WASHINGTON — In October, President Donald Trump declares a state of emergency in major cities in battleground states, like Milwaukee and Detroit, banning polling places from opening.
A week before the election, Attorney General William Barr announces a criminal investigation into the Democratic presidential nominee, Joe Biden.
After Biden wins a narrow Electoral College victory, Trump refuses to accept the results, won’t leave the White House and declines to allow the Biden transition team customary access to agencies before the Jan. 20 inauguration.
Far-fetched conspiracy theories? Not to a group of worst-case scenario planners — mostly Democrats, but some anti-Trump Republicans as well — who have been gaming out various doomsday options for the 2020 presidential election. Outraged by Trump and fearful that he might try to disrupt the campaign before, during and after Election Day, they are engaged in a process that began in the realm of science fiction but has nudged closer to reality as Trump and his administration abandon long-standing political norms.
The anxiety has intensified in recent weeks as the president continues to attack the integrity of mail voting and insinuate that the election system is rigged, while his Republican allies ramp up efforts to control who can vote and how. Just last week, Trump threatened to withhold funding from states that defy his wishes on expanding mail voting, while also amplifying unfounded claims of voter fraud in battleground states.
“In the eight to 10 months I’ve been yapping at people about this stuff, the reactions have gone from, ‘Don’t be silly, that won’t happen,’ to an increasing sense of, ‘You know, that could happen,’” said Rosa Brooks, a Georgetown University law professor. Earlier this year, Brooks convened an informal group of Democrats and never-Trump Republicans to brainstorm about ways the Trump administration could disrupt the election and to think about ways to prevent it.
But the anxiety is hardly limited to outside groups.
Marc Elias, a Washington lawyer who leads the Democratic National Committee’s legal efforts to fight voter suppression measures, said not a day goes by when he doesn’t field a question from senior Democratic officials about whether Trump could postpone or cancel the election. Prodded by allies to explain why not, Elias wrote a column on the subject in late March for his website — and it drew more traffic than anything he’d ever published.
But changing the date of the election is not what worries Elias. The bigger threat in his mind is the possibility that the Trump administration could act in October to make it harder for people to vote in urban centers in battleground states — possibilities, he said, that include declaring a state of emergency, deploying the National Guard or forbidding gatherings of more than 10 people.
Such events could serve to depress or discourage turnout in pockets of the country that reliably vote for Democrats.
“That to me is that frame from which all doomsday scenarios then go,” he said.
To ward off such a scenario, Elias is engaged in multiple lawsuits aimed at making it easier to cast absentee ballots by mail and making in-person voting more available, either on Election Day or in the preceding weeks.
Biden, for his part, has suggested more than once that Trump might try to disrupt or delay the election. And his campaign grew very concerned this month when it was announced that election security briefings, which in past cycles had been delivered to candidates by the FBI and the Department of Homeland Security, would now be the province of the director of national intelligence. That post is currently held by John Ratcliffe, a Trump ally who was confirmed to the position Thursday. Ratcliffe was among the president’s chief Fox News defenders during the Russia investigation and has been a sharp critic of the FBI.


● **GOAL OF THE EXERCISE**: Say how many lines in the data below contain the word "Someone", and give no other text.

● **RECORDS FOR PROCESSING**:
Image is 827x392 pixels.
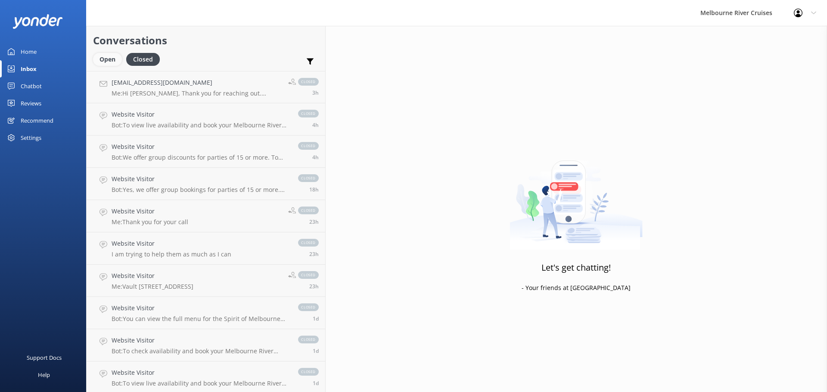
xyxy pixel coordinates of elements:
a: Closed [126,54,164,64]
a: Website VisitorBot:To check availability and book your Melbourne River Cruise experience, please ... [87,330,325,362]
div: Support Docs [27,349,62,367]
h4: Website Visitor [112,207,188,216]
span: closed [298,174,319,182]
h4: Website Visitor [112,174,289,184]
span: 11:27am 13-Aug-2025 (UTC +10:00) Australia/Sydney [313,315,319,323]
span: closed [298,336,319,344]
span: closed [298,142,319,150]
a: Website VisitorBot:To view live availability and book your Melbourne River Cruise experience, ple... [87,103,325,136]
h4: Website Visitor [112,142,289,152]
img: artwork of a man stealing a conversation from at giant smartphone [510,143,643,250]
h4: Website Visitor [112,271,193,281]
span: closed [298,78,319,86]
img: yonder-white-logo.png [13,14,62,28]
h4: Website Visitor [112,239,231,249]
div: Closed [126,53,160,66]
h4: [EMAIL_ADDRESS][DOMAIN_NAME] [112,78,282,87]
h4: Website Visitor [112,110,289,119]
a: [EMAIL_ADDRESS][DOMAIN_NAME]Me:Hi [PERSON_NAME], Thank you for reaching out. Unfortunately, we wi... [87,71,325,103]
a: Website VisitorBot:You can view the full menu for the Spirit of Melbourne Lunch Cruise, which inc... [87,297,325,330]
h4: Website Visitor [112,336,289,345]
p: Bot: To view live availability and book your Melbourne River Cruise experience, please visit: [UR... [112,121,289,129]
span: 12:38pm 13-Aug-2025 (UTC +10:00) Australia/Sydney [309,283,319,290]
span: 09:11am 14-Aug-2025 (UTC +10:00) Australia/Sydney [312,89,319,96]
h4: Website Visitor [112,304,289,313]
p: Bot: You can view the full menu for the Spirit of Melbourne Lunch Cruise, which includes gluten-f... [112,315,289,323]
span: 07:47am 14-Aug-2025 (UTC +10:00) Australia/Sydney [312,154,319,161]
span: closed [298,110,319,118]
span: 08:26am 14-Aug-2025 (UTC +10:00) Australia/Sydney [312,121,319,129]
p: Bot: Yes, we offer group bookings for parties of 15 or more. For more information, please visit [... [112,186,289,194]
a: Website VisitorMe:Thank you for your callclosed23h [87,200,325,233]
div: Open [93,53,122,66]
span: 05:41pm 13-Aug-2025 (UTC +10:00) Australia/Sydney [309,186,319,193]
span: closed [298,271,319,279]
a: Website VisitorI am trying to help them as much as I canclosed23h [87,233,325,265]
span: 11:28pm 12-Aug-2025 (UTC +10:00) Australia/Sydney [313,380,319,387]
div: Chatbot [21,78,42,95]
a: Website VisitorBot:Yes, we offer group bookings for parties of 15 or more. For more information, ... [87,168,325,200]
p: Bot: To view live availability and book your Melbourne River Cruise experience, please visit: [UR... [112,380,289,388]
h3: Let's get chatting! [542,261,611,275]
span: closed [298,207,319,215]
span: closed [298,304,319,311]
span: closed [298,368,319,376]
span: closed [298,239,319,247]
a: Website VisitorMe:Vault [STREET_ADDRESS]closed23h [87,265,325,297]
div: Reviews [21,95,41,112]
p: - Your friends at [GEOGRAPHIC_DATA] [522,283,631,293]
p: Me: Vault [STREET_ADDRESS] [112,283,193,291]
div: Home [21,43,37,60]
a: Website VisitorBot:We offer group discounts for parties of 15 or more. To check current fares and... [87,136,325,168]
p: I am trying to help them as much as I can [112,251,231,258]
h2: Conversations [93,32,319,49]
span: 09:08am 13-Aug-2025 (UTC +10:00) Australia/Sydney [313,348,319,355]
h4: Website Visitor [112,368,289,378]
p: Me: Thank you for your call [112,218,188,226]
div: Help [38,367,50,384]
div: Recommend [21,112,53,129]
span: 01:18pm 13-Aug-2025 (UTC +10:00) Australia/Sydney [309,218,319,226]
div: Settings [21,129,41,146]
p: Bot: To check availability and book your Melbourne River Cruise experience, please visit [URL][DO... [112,348,289,355]
div: Inbox [21,60,37,78]
a: Open [93,54,126,64]
p: Me: Hi [PERSON_NAME], Thank you for reaching out. Unfortunately, we will not be offering dinner s... [112,90,282,97]
span: 01:11pm 13-Aug-2025 (UTC +10:00) Australia/Sydney [309,251,319,258]
p: Bot: We offer group discounts for parties of 15 or more. To check current fares and eligibility, ... [112,154,289,162]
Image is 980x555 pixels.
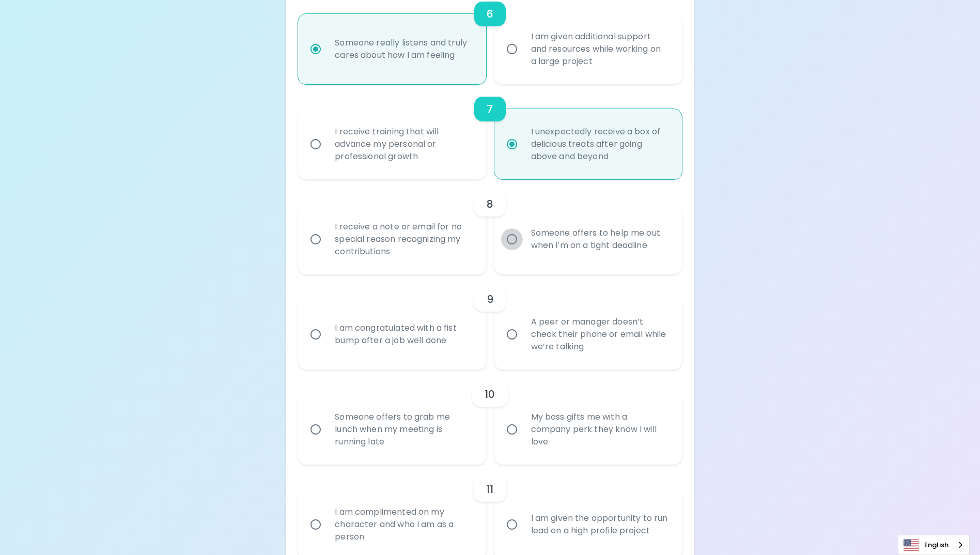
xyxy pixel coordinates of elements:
[298,274,682,370] div: choice-group-check
[487,291,493,308] h6: 9
[487,6,493,22] h6: 6
[523,18,677,80] div: I am given additional support and resources while working on a large project
[523,399,677,460] div: My boss gifts me with a company perk they know I will love
[487,481,493,498] h6: 11
[898,535,970,555] div: Language
[298,370,682,464] div: choice-group-check
[523,500,677,549] div: I am given the opportunity to run lead on a high profile project
[484,386,495,402] h6: 10
[326,208,480,270] div: I receive a note or email for no special reason recognizing my contributions
[487,101,493,117] h6: 7
[298,180,682,274] div: choice-group-check
[326,25,480,74] div: Someone really listens and truly cares about how I am feeling
[523,113,677,175] div: I unexpectedly receive a box of delicious treats after going above and beyond
[326,399,480,460] div: Someone offers to grab me lunch when my meeting is running late
[899,535,970,554] a: English
[523,215,677,264] div: Someone offers to help me out when I’m on a tight deadline
[298,84,682,180] div: choice-group-check
[523,303,677,365] div: A peer or manager doesn’t check their phone or email while we’re talking
[326,113,480,175] div: I receive training that will advance my personal or professional growth
[326,309,480,359] div: I am congratulated with a fist bump after a job well done
[487,196,493,212] h6: 8
[898,535,970,555] aside: Language selected: English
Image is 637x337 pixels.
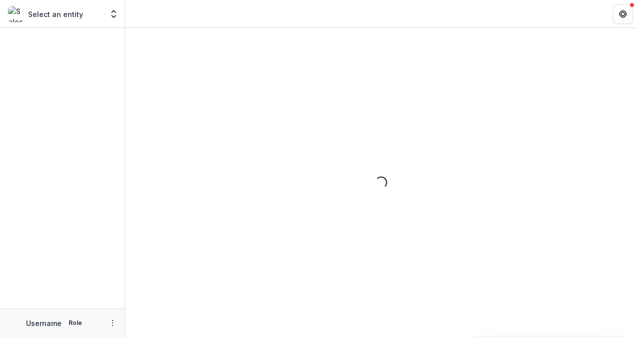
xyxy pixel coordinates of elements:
[26,318,62,329] p: Username
[107,317,119,329] button: More
[66,319,85,328] p: Role
[8,6,24,22] img: Select an entity
[613,4,633,24] button: Get Help
[28,9,83,20] p: Select an entity
[107,4,121,24] button: Open entity switcher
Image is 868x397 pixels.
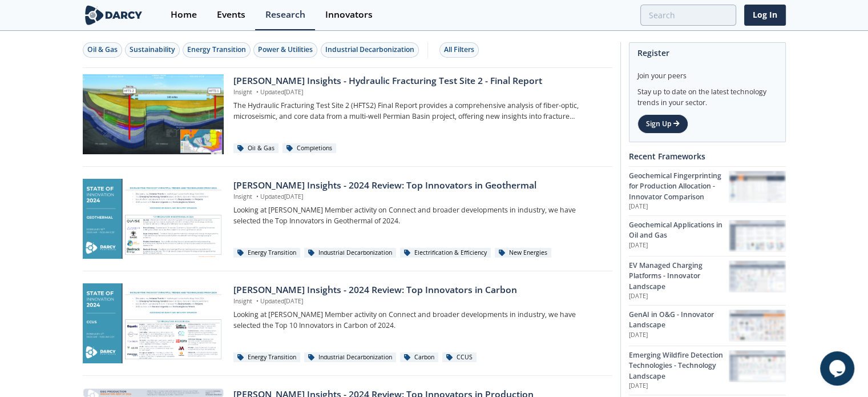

● **RESPONSE TO THIS TASK**: 3